L. Neville Brown, 1923-2008

十二月 18, 2008

L. Neville Brown, a leading figure in the study of comparative law, has died.

He was born in Wolverhampton on 29 July 1923 and educated at Wolverhampton Grammar School from the age of eight, until taking up an Open Exhibition to study Classics at Pembroke College, Cambridge. Although war service as a radar mechanic in the RAF intervened, he graduated in 1948 with a double first in Classics and law.

Professor Brown trained as a solicitor and spent a year at the University of Lyon before deciding to embark on an academic career. He was appointed as a lecturer at the University of Sheffield in 1953 before moving to the University of Birmingham two years later. He was to remain there for the rest of his career, rising through the ranks to senior lecturer (1957), reader (1964) and eventually professor of comparative law (1966). He also served as dean of the law faculty from 1970 to 1974.

One of Professor Brown's major achievements was putting in place plans for an innovative four-year law degree with French, including a year at the University of Limoges. Well aware of the crucial differences between common law and civil law systems, he showed great foresight in insisting that undergraduates study European Community law - something that gave Birmingham a valuable head start when Britain acceded to the EC in 1973.

Although he later became something of a Eurosceptic, Professor Brown's deep knowledge of French and wider European law enabled him to contribute to major texts. He was part of the team that produced the second edition of Amos and Walton's Introduction to French Law (1963). And he co-authored both French Administrative Law with J.F. Garner (1967) and The Court of Justice in the European Communities with Francis Jacobs (1977).

Professor Brown was appointed an OBE for services to English law and given honorary degrees from the University of Limoges and Laval University in Quebec. His retirement was marked by a book of essays entitled Droit sans Frontieres (1990). Even more unusual, in 2006 he was appointed Commandeur dans l'Ordre des Palmes Academiques in recognition of his contribution to scholarship and to the language and culture of France.

Anthony Arnull, current head of Birmingham Law School, remembers a man "fascinated by the challenge of explaining the technicalities of one legal system to those versed in another. He managed to combine sharpness of mind with immense charm. His hinterland ranged from classical music to gardening and Wolverhampton Wanderers Football Club".

Professor Brown died on 6 November 2008 and is survived by his wife, Mary, their three sons, one daughter and nine grandchildren.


* [ACTIVITY]: Counting only the lines below that contain the word "output", what is the total? Give it with no other words.

(Excerpts from a figure dataset)
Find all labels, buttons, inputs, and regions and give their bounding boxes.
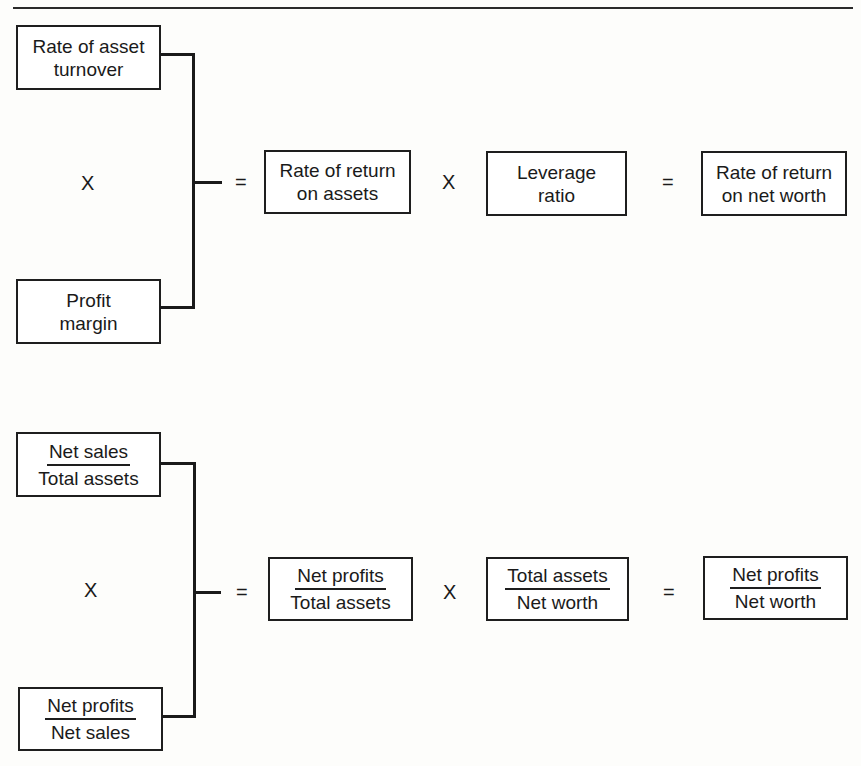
header-rule [13, 7, 853, 9]
equals-sign: = [235, 172, 247, 192]
numerator: Net profits [295, 564, 386, 590]
equals-sign: = [662, 172, 674, 192]
box-label-line1: Profit [66, 289, 110, 312]
bracket-top-arm [160, 462, 196, 465]
fraction: Net profits Net worth [730, 563, 821, 613]
net-profits-over-total-assets-box: Net profits Total assets [268, 557, 413, 621]
multiply-sign: X [84, 580, 97, 600]
bracket-vertical [193, 462, 196, 718]
denominator: Total assets [38, 466, 138, 490]
multiply-sign: X [442, 172, 455, 192]
multiply-sign: X [81, 173, 94, 193]
bracket-bottom-arm [162, 715, 196, 718]
fraction: Net profits Net sales [45, 694, 136, 744]
bracket-bottom-arm [160, 306, 195, 309]
denominator: Net worth [735, 589, 816, 613]
box-label-line1: Rate of asset [33, 35, 145, 58]
bracket-output-arm [195, 591, 221, 594]
multiply-sign: X [443, 582, 456, 602]
denominator: Total assets [290, 590, 390, 614]
net-sales-over-total-assets-box: Net sales Total assets [16, 432, 161, 497]
total-assets-over-net-worth-box: Total assets Net worth [486, 557, 629, 621]
box-label-line2: ratio [538, 184, 575, 207]
bracket-top-arm [160, 53, 195, 56]
equals-sign: = [663, 582, 675, 602]
fraction: Net profits Total assets [290, 564, 390, 614]
box-label-line1: Rate of return [279, 159, 395, 182]
box-label-line2: margin [59, 312, 117, 335]
numerator: Total assets [505, 564, 609, 590]
box-label-line1: Rate of return [716, 161, 832, 184]
return-on-assets-box: Rate of return on assets [264, 150, 411, 214]
numerator: Net profits [730, 563, 821, 589]
net-profits-over-net-sales-box: Net profits Net sales [18, 687, 163, 751]
net-profits-over-net-worth-box: Net profits Net worth [703, 556, 848, 620]
fraction: Total assets Net worth [505, 564, 609, 614]
box-label-line2: turnover [54, 58, 124, 81]
fraction: Net sales Total assets [38, 440, 138, 490]
denominator: Net worth [517, 590, 598, 614]
denominator: Net sales [51, 720, 130, 744]
numerator: Net sales [47, 440, 130, 466]
equals-sign: = [236, 582, 248, 602]
asset-turnover-box: Rate of asset turnover [16, 25, 161, 90]
return-on-net-worth-box: Rate of return on net worth [701, 151, 847, 216]
box-label-line2: on assets [297, 182, 378, 205]
bracket-output-arm [194, 181, 222, 184]
box-label-line1: Leverage [517, 161, 596, 184]
profit-margin-box: Profit margin [16, 279, 161, 344]
leverage-ratio-box: Leverage ratio [486, 151, 627, 216]
numerator: Net profits [45, 694, 136, 720]
box-label-line2: on net worth [722, 184, 827, 207]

* [TASK SOLUTION]: 2